Ethics & Christian living

Doing is a tricky thing – by Alan Carson

St Francis may have said

“You do not know, what you have not practiced”

I say may because I can only find it referenced in the writings of Dorothy Day but if it’s only her quote that’s still good enough for me.

By the standards of St Francis, or at the very least Ms Day, it seems I may know a lot less than I think I do.

10 years ago I was full of ideas, full of theories and dreams and hopes for my city, Belfast. I still am, but looking back I see how little I actually knew.

Grand plans

I like to talk, I like to wrestle with ideas and develop grand plans. I like to stare at the impossible and dream of what lies on the other side but doing is a tricky thing.

It’s easier to resolve a problem in my head and consider it sorted than it is to practice and find my solution wanting. It’s easier to consider myself an untested expert than throw my lot in with the struggling triers.

A decade ago I knew nothing of the poverty of Belfast, or indeed any other place (including my own heart).

But I am so thankful for a church and for wise leaders who refused to simply talk, who wouldn’t settle for mere theories, who refused to let the broken and hurting and disregarded parts of our city go untouched. Who insisted upon doing something.

Unseen places

And so we did. We stepped out knowing how little we knew to try something, anything really. To allow ourselves to get close enough to the unseen places and the overlooked lives of our city for our hearts to get hooked. Close enough that ‘not knowing’ was no longer an option.

The Church has often failed to know the things that it has spoken so much about or maybe just forgotten what it so faithfully used to know. At times she has resolutely held the line when all others faltered and at times she has turned her back on those she’s called to serve.

Broken & beautiful

The Church I know, is both broken and beautiful, she is in parts redundant and in parts resplendent. But I love the Church. I am the Church; the flesh and blood, stumbling and failing, pressing forward, hands and feet of God. I am the Church; her faults and failings are mine, her call to live in such a way as to make all things new is mine as well.

Doing is a tricky thing. Its easier to think and consider and discuss some more (not bad things by any measure).

But we stand on the shoulders of generations of saints named and unknown who took Jesus at his word when he said of the good Samaritan “go and do likewise”. We stand on the shoulders of a Church universal which has rolled up its sleeves, dug into its pockets and laid down its life time and again to put in to action the truths we hold so dear. We follow after those who have refused to settle for a hollow and incomplete knowing.

Knowing my city

We’ve done some practicing these last few years, we may know a little more than when we started but doing remains a tricky thing. It opens me up to failure and rejection, to disappointment and to the weight of success. But I want to know my city and those who call it home. I want to know God’s heart for me and for the faces that pass me every day.

And that’s going to continue to require some going, some doing and some tricky things.

We do not know what we have not practiced.


Alan Carson is passionate about Belfast and seeing those who live here flourish. He helps pastor Belfast City Vineyard and oversees a charity called Storehouse. Check out his blog at Levelground where this was originally published.

2 thoughts on “Doing is a tricky thing – by Alan Carson”

    1. Amen Guy – I am with you. Our theology must be put into practice. Our beliefs only become faith when we put them into action. ‘Do not merely listen to the word and so deceive yourselves!’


■ About this task ■
Nothing in the records may be dropped or altered when you repeat them.
*** Listed records Section Begins ***
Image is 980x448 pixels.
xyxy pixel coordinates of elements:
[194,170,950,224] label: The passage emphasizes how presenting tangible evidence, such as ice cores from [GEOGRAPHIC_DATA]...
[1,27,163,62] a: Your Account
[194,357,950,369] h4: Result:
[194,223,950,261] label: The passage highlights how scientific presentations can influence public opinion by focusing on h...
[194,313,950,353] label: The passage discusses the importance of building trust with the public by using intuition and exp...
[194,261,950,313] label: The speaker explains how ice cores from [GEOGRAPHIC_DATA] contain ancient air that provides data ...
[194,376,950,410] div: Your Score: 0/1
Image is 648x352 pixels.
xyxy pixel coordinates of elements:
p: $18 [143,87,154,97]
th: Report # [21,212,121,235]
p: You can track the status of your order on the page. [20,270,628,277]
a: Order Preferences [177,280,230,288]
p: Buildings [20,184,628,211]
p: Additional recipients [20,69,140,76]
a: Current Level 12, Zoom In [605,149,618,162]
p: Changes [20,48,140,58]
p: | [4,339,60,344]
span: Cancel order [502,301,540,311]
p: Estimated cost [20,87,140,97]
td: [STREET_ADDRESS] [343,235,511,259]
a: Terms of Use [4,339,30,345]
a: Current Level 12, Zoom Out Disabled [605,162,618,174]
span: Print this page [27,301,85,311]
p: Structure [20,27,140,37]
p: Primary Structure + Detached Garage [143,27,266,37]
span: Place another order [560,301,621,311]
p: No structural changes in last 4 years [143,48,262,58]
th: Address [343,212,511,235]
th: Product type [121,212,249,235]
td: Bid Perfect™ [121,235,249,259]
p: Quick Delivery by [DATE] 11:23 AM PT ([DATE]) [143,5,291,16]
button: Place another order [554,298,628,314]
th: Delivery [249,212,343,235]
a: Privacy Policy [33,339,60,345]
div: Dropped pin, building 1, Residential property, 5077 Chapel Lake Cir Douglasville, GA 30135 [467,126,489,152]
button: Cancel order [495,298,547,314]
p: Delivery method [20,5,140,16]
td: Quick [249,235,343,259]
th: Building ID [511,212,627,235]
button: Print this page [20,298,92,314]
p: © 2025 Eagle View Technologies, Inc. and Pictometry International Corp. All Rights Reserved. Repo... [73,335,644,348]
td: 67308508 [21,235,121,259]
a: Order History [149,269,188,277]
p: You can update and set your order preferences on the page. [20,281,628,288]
*** Listed records Section Ends ***
■ Answer section ■
Image is 980x448 pixels.
xyxy pixel coordinates of elements:
[194,170,950,224] label: The passage emphasizes how presenting tangible evidence, such as ice cores from [GEOGRAPHIC_DATA]...
[1,27,163,62] a: Your Account
[194,357,950,369] h4: Result:
[194,223,950,261] label: The passage highlights how scientific presentations can influence public opinion by focusing on h...
[194,313,950,353] label: The passage discusses the importance of building trust with the public by using intuition and exp...
[194,261,950,313] label: The speaker explains how ice cores from [GEOGRAPHIC_DATA] contain ancient air that provides data ...
[194,376,950,410] div: Your Score: 0/1
Image is 648x352 pixels.
xyxy pixel coordinates of elements:
p: $18 [143,87,154,97]
th: Report # [21,212,121,235]
p: You can track the status of your order on the page. [20,270,628,277]
a: Order Preferences [177,280,230,288]
p: Buildings [20,184,628,211]
p: Additional recipients [20,69,140,76]
a: Current Level 12, Zoom In [605,149,618,162]
p: Changes [20,48,140,58]
p: | [4,339,60,344]
span: Cancel order [502,301,540,311]
p: Estimated cost [20,87,140,97]
td: [STREET_ADDRESS] [343,235,511,259]
a: Terms of Use [4,339,30,345]
a: Current Level 12, Zoom Out Disabled [605,162,618,174]
span: Print this page [27,301,85,311]
p: Structure [20,27,140,37]
p: Primary Structure + Detached Garage [143,27,266,37]
span: Place another order [560,301,621,311]
p: No structural changes in last 4 years [143,48,262,58]
th: Address [343,212,511,235]
th: Product type [121,212,249,235]
td: Bid Perfect™ [121,235,249,259]
p: Quick Delivery by [DATE] 11:23 AM PT ([DATE]) [143,5,291,16]
button: Place another order [554,298,628,314]
th: Delivery [249,212,343,235]
a: Privacy Policy [33,339,60,345]
div: Dropped pin, building 1, Residential property, 5077 Chapel Lake Cir Douglasville, GA 30135 [467,126,489,152]
button: Cancel order [495,298,547,314]
p: Delivery method [20,5,140,16]
td: Quick [249,235,343,259]
th: Building ID [511,212,627,235]
button: Print this page [20,298,92,314]
p: © 2025 Eagle View Technologies, Inc. and Pictometry International Corp. All Rights Reserved. Repo... [73,335,644,348]
td: 67308508 [21,235,121,259]
a: Order History [149,269,188,277]
p: You can update and set your order preferences on the page. [20,281,628,288]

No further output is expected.